SEICHES • Long period movement of water can also be produced in lakes and reservoirs by large, usually distant, earthquakes, and sometimes by strong winds. In the late nineteenth century a Swiss professor, F.A. Forel made a systematic study of this type of a water wave, which he called a seiche (pronounce sAAsh). Seiches are described as "a standing wave in a closed body of water such as a lake or bay". A seiche can be characterized as the sloshing of water in the enclosing basin. The permanent tilting of lake basins caused by nearby fault motions has produced very energetic seiches. Seiches caused by earthquakes are termed as seismic seiches, a term coined by Anders Kvale in 1955 to describe oscillations of lake levels in Norway and England caused by the 1950 Arunachal Pradesh earthquake. More recently an M7.9 earthquake in Alaska in 2002, caused seiches as far as Louisiana and many other states in the central and southern United States. The 2001 Bhuj earthquake is also believed to have caused seiches in rivers in Bangladesh.
LANDSLIDE INDUCED • Sometimes a landslide or an avalanche into a body of water, can also trigger local water waves. One of the most famous wave of this kind occurred on 9th July, 1958. A large earthquake struck a remote area of southern Alaska and caused a landslide into a 11 kilometer long bay known as Lituya Bay. The quake dislodged an estimated 30 million cubic meters of rock and sent it cascading into the bay, from a height of 900 meters. A massive wave of water was generated. It surged across the narrow bay and denuded nearly mountain slopes up to a height of 500 meters. 5 people were drowned but others had miraculous escapes like Bill and Vivian Swanson. They had anchored their fishing boat, the Badger, just inside Lituya bay's opening to the sea, behind a 1.5 kilometer spit called the La Chaussee Spit. After feeling the earthquake and watching the landslide they watched in terror as the wave raced towards them. Their boat was washed up onto the crest of the wave, backward, and was swept over the 140 meter wide spit. The Swansons were lucky and lived through the experience. In 1963, a large landslide fell into the reservoir of the Vaiont Dam in Italy. A large volume of water swept over the top of the dam and into the Piave river, killing 3000 people.
What’s the Tsunami Hazard in California? • The danger of tsunami from a distant source is reasonably well understood, based on experience from the 1960 Chile and 1964 Alaska tsunamis that did damage in California.
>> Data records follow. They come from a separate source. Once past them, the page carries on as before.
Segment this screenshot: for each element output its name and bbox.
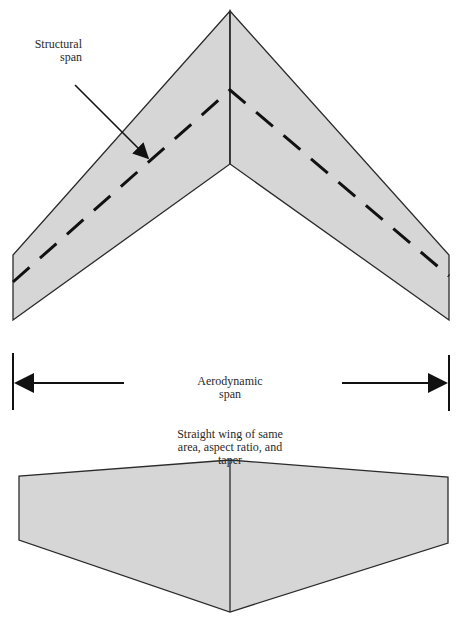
straight-wing-shape <box>19 460 448 612</box>
straight-wing <box>19 460 448 612</box>
aerodynamic-span-label-line2: span <box>180 388 280 401</box>
straight-wing-label-line3: taper <box>160 454 300 467</box>
straight-wing-label: Straight wing of same area, aspect ratio… <box>160 428 300 467</box>
swept-wing-right-panel <box>230 11 449 320</box>
structural-span-label-line2: span <box>20 51 82 64</box>
structural-span-label: Structural span <box>20 38 82 64</box>
wing-diagram <box>0 0 463 625</box>
aerodynamic-span-label: Aerodynamic span <box>180 375 280 401</box>
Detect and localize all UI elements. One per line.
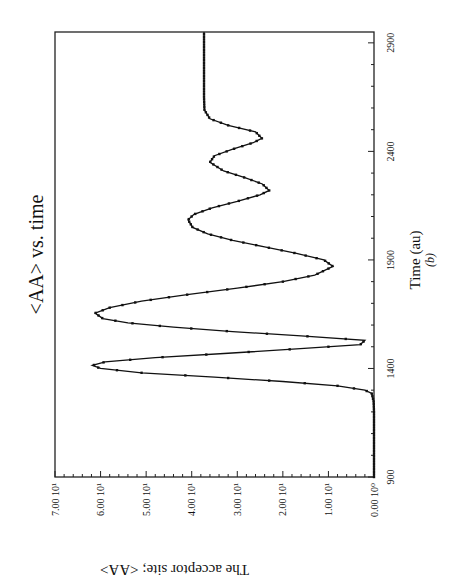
aa-series-markers (93, 33, 375, 478)
x-axis-label: Time (au) (407, 230, 424, 289)
value-tick-label: 1.00 10¹ (323, 483, 334, 516)
time-tick-label: 900 (385, 470, 396, 485)
value-tick-label: 0.00 10⁰ (369, 483, 380, 517)
value-tick-label: 4.00 10¹ (186, 483, 197, 516)
value-tick-label: 2.00 10¹ (277, 483, 288, 516)
value-tick-label: 6.00 10¹ (95, 483, 106, 516)
y-axis-label: The acceptor site; <AA> (100, 562, 249, 578)
rotated-chart: 9001400190024002900 0.00 10⁰1.00 10¹2.00… (25, 32, 437, 578)
aa-series-line (92, 32, 374, 477)
value-tick-label: 7.00 10¹ (50, 483, 61, 516)
value-axis-ticks (55, 471, 374, 477)
time-tick-label: 1900 (385, 250, 396, 270)
figure-panel-label: (b) (423, 253, 437, 267)
value-axis-tick-labels: 0.00 10⁰1.00 10¹2.00 10¹3.00 10¹4.00 10¹… (50, 483, 380, 517)
time-tick-label: 1400 (385, 358, 396, 378)
plot-frame (55, 32, 374, 477)
chart-title: <AA> vs. time (25, 194, 47, 314)
value-tick-label: 5.00 10¹ (141, 483, 152, 516)
time-tick-label: 2900 (385, 33, 396, 53)
time-tick-label: 2400 (385, 141, 396, 161)
time-axis-tick-labels: 9001400190024002900 (385, 33, 396, 485)
chart-figure: 9001400190024002900 0.00 10⁰1.00 10¹2.00… (0, 0, 454, 584)
value-tick-label: 3.00 10¹ (232, 483, 243, 516)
Warning systems now in place should give adequate notice of this kind of tsunami. • Response to a tsunami with a local source is not well understood or agreed upon. Local offshore reverse faults north of Cape Mendocino, and south of the Santa Barbara Channel potentially could generate large tsunamis. For locally generated tsunamis, there is no time for a tsunami warning. If the earthquake lasts twenty seconds or longer, one should evacuate for higher ground as soon as strong shaking stops, or to the upper stories of a building if higher ground if higher ground is more than a few minutes away.
Because California is a land of “extreme sports”, be advised that tsunamis are NOT surfable, The waves do not curl. It generally comes ashore as a rapidly rising surge of turbulent water choked with debris, including large logs. Three sequential photos show the arrival of a major wave at Laie Point on the Island of Oahu, Hawaii, about 3,600 km from the source. The 8.3 earthquake of March 9, 1957 occurred south of the Andreanof Islands, in the Aleutian Islands. It generated a 8-m tsunami that did great damage on Adak Island, especially to the fuel and oil docks. However, the Hawaiian Islands incurred the greatest damage (about $5,000,000 in 1957 dollars). The highest wave was 16 m at Haena, Kauai.